Philomela
Philomela ( Greek Φιλομήλα , the friend of the herds ) or Philomele is a figure in Greek mythology . She was a daughter of the Attic king Pandion and his wife Zeuxippe ; her siblings were Prokne , Erechtheus and Butes .
myth
In gratitude for his help against the Thebans , the Thracian king Tereus of Pandion, ruler of Athens , had his daughter Prokne as his wife. But Tereus also wanted her sister Philomela. He took her to a stable deep in the forest and raped her. To prevent her from betraying him, he cut out her tongue and then kept her imprisoned in that place.
But Philomela was a weaver, and so she made a garment for her sister Prokne, in which she wove the images of her story of suffering. Prokne got the message and freed Philomela from her forest prison.
It was just the time of the desolate nocturnal celebrations of the god of wine. Prokne raced through the forest with the bakchantes and carried away her sister. As revenge, the two women chopped up Tereus and Proknes's son Itys , cooked his limbs and put them before Tereus for dinner; the king did not realize what he had eaten until Philomela threw him his son's head. With his sword drawn he pursued the sisters. To put a stop to the killing, Zeus turned them all into birds: Philomela into a swallow , Prokne into a nightingale, and Tereus into a hoopoe .
In later traditions the assignment of the birds was changed: Tereus is said to have become a hawk and Philomela to have become a nightingale, who complains about the victim with the cry ityn, ityn . The latter variant probably comes from the story of Aëdon , who killed her son Itylos .
swell
- Ovid, Metamorphoses : Sixth Book, translation by Johann Heinrich Voss
- Ovid, Metamorphoses 6,412-674: Tereus, Procne and Philomela; translated by Reinhart Suchier
literature
- Otto Höfer : Philomela 5 . In: Wilhelm Heinrich Roscher (Hrsg.): Detailed lexicon of Greek and Roman mythology . Volume 3.2, Leipzig 1909, Col. 2344-2348 ( digitized version ).
- Hans von Geisau : Philomele. In: The Little Pauly (KlP). Volume 4, Stuttgart 1972, Col. 768 f.

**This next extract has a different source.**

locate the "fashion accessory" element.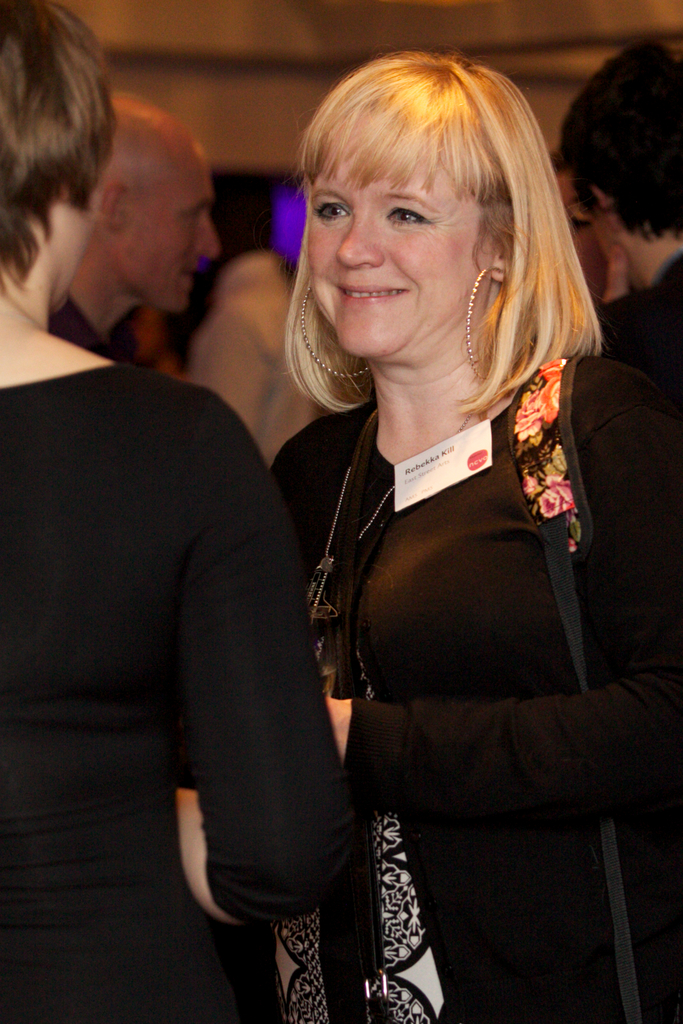
Element bbox: 459 259 523 398.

- Karl Kerényi : The Mythology of the Greeks. Volume 2: The Heroes Stories. dtv, Munich 1984, ISBN 3-423-01346-X , p. 226 ff.
- Doerte Bischoff, Julie Freytag: Philomela and Prokne. In: Maria Moog-Grünewald (Ed.): Mythenrezeption. The ancient mythology in literature, music and art from the beginnings to the present (= Der Neue Pauly . Supplements. Volume 5). Metzler, Stuttgart / Weimar 2008, ISBN 978-3-476-02032-1 , pp. 590-595.
- Lena Behmenburg: Philomela. Metamorphoses of a Myth in German and French Literature of the Middle Ages. de Gruyter, Berlin / New York 2009 (also dissertation, University of Kassel 2007).